Competitive intelligence

AI agents research the market and synthesize what exists in the space, with traceable sources. What they find, you review before it touches your canvas.

Convergence signal

The platform watches for when the same things start coming back repeatedly. When enough assumptions have support, you see it. That's when you're ready to move.

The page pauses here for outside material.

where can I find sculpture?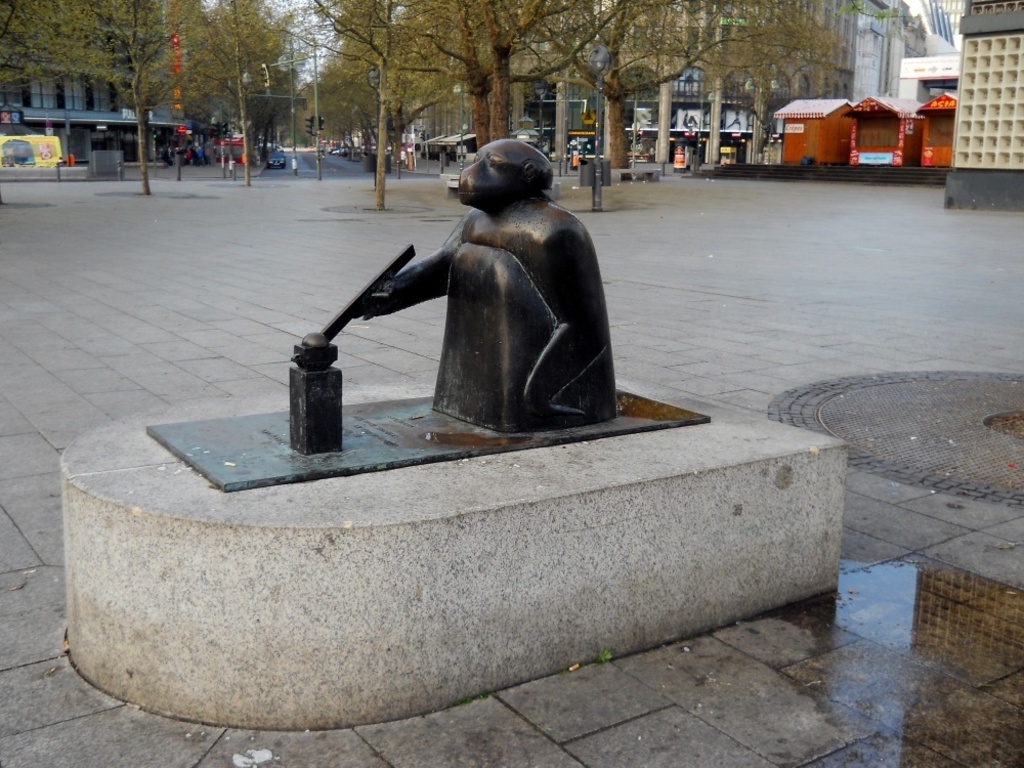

Built on the work of people who figured out how new ventures actually succeed or fail.

Rob Fitzpatrick
The Mom Test
Ask about their life, not your idea. The unprompted mention is the most reliable signal.
Steve Blank
The Four Steps to the Epiphany
Get out of the building. Most startups fail not because they can't build, but because they build for the wrong customer.
Eric Ries
The Lean Startup
Learning is the unit of progress, not features shipped. The sprint as a learning window.
Cindy Alvarez
Lean Customer Development
The minimum conversations before claiming a pattern. The convergence test.
Geoffrey Moore
Crossing the Chasm
The gap between early adopters and the mainstream, and why crossing it requires a different approach entirely.
Clayton Christensen
Jobs to Be Done
Not "what do customers want?" but "what job are they hiring a product to do?"
Sean Ellis
Hacking Growth
The 40% must-have test for product-market fit. The One Metric That Matters.
Alistair Croll & Benjamin Yoskovitz
Lean Analytics
The discipline to distinguish metrics that reflect real health from vanity metrics that just look good.
Daniel Kahneman
Thinking, Fast and Slow
The inside view: our tendency to weight our own assessments over external evidence. The condition Signul is designed to interrupt.
Nassim Nicholas Taleb
The Black Swan
The insight that changes everything is often the thing nobody has written. Field contact is how you access it.
Peter Thiel
Zero to One
What do you believe that almost nobody else believes, and what would it mean if you were right?
Paolo Quattrone
Maieutic Thinking
Systems navigate uncertainty best when they preserve productive tension, not when they resolve ambiguity into clean answers.

What we believe

Everyone is a founder.

The moment you decide to build something that doesn't exist yet, you're a founder. That decision comes before the company, before the team, before the funding.

That capacity isn't rare. What's rare is having a clear picture of what you know versus what you believe — early enough that it changes what you build.

That's what Signul is for.

Early access

The clearer you are about what you know, the better everything that follows.

Join the waitlist. We'll reach out when we're ready for you.